Too often, major players in the IT industry act as if they believe that all people have T3 lines everywhere they go—if not now, then any day now. (Recall the noise about how the AOL/Time Warner merger meant that AOL customers could watch movies over the Internet?) Although that kind of access is a lovely idea, it's not happening yet. DSL is slowly spreading across the United States, but it's not universally available even in major metropolitan areas. Nor is its advancement dependable. Qwest plans to extend its services in the western United States during the next couple of years (see ASP News and Views below). But when NorthPoint shut down operations earlier this year, its ISP clients' customers lost their DSL availability—and not all of those customers could get it back with another carrier. Cable is more widely available than DSL because DSL availability requires that you be located close to the DSL switch. (I can get DSL at home, but my friends who live 2 miles away can't.) However, cable's disadvantage is that you have to share access with everyone else in the neighborhood and it's not available to everyone, either. Satellite broadband looks hopeful and is easier to provide in sparsely populated areas than wired broadband strategies, but it's still emerging and not yet universal.

Because the realities of broadband availability have too often conflicted with the hype about the possibilities of wide-area applications, Bill Gates's recent comment acknowledging that broadband isn't universal and won't be universal any time soon surprised and impressed me. At Microsoft's CEO summit last week, Gates acknowledged that high-speed broadband won't happen immediately. "There is no hardware limitation that will affect what you want to do, but there is one exception and that is the cost of broadband communication, primarily to the home," Gates said. It's optimistic to think 20 percent of US homes will have a fast Internet link within 4 years, he added. "That is an area where progress continues to be very slow."

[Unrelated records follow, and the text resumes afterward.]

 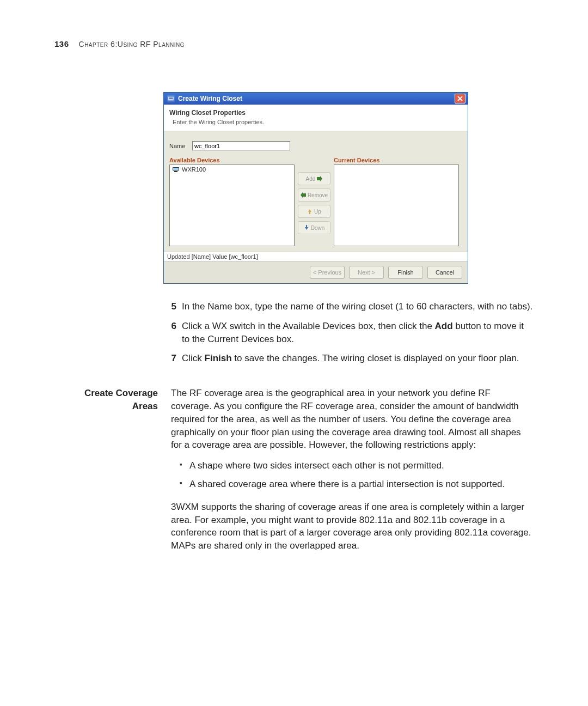 What do you see at coordinates (151, 44) in the screenshot?
I see `chapter-title: Using RF Planning` at bounding box center [151, 44].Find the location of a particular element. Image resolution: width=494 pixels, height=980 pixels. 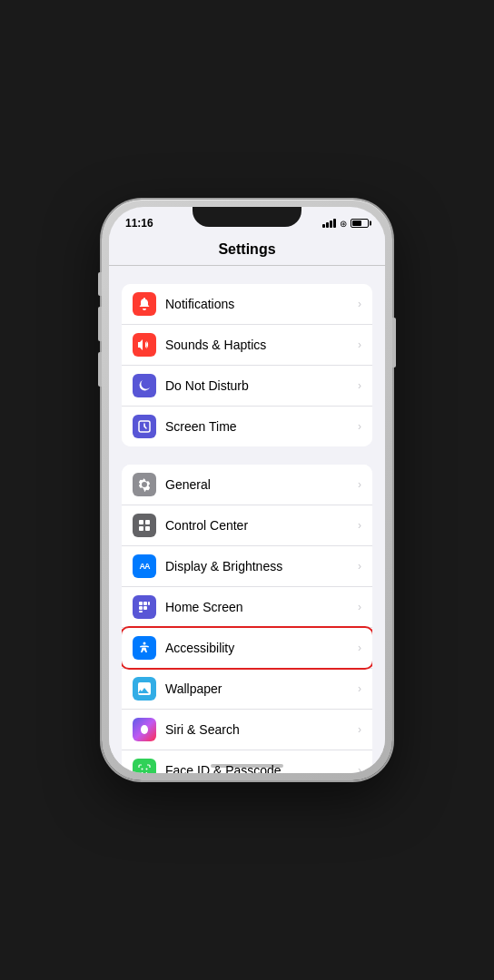

wallpaper-icon is located at coordinates (144, 689).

I agree. During just the past 5 years, CPU speed, hard-disk capacity, and memory size have increased amazingly. But even though the "slow" 56Kbps modems now have top speeds close to the once blazingly fast one-way ISDN connections (64Kbps), networks can't always keep up with computers. Even when the network can keep up, it's the most vulnerable point of failure.

Sun's pronouncement that "the network is the computer" is still true. We don't exist in a standalone computing environment and haven't for a long time. Computers are almost useless without a network involved somewhere, and, as readers of this newsletter know, networks let us display applications on platforms where those applications wouldn't usually run. But network applications, whether they're based on terminal services, Microsoft .NET, or something else, will have to be built with the understanding that broadband is icing on the cake, not a guaranteed platform. For a while yet, online applications must remain accustomed to life in the slow lane.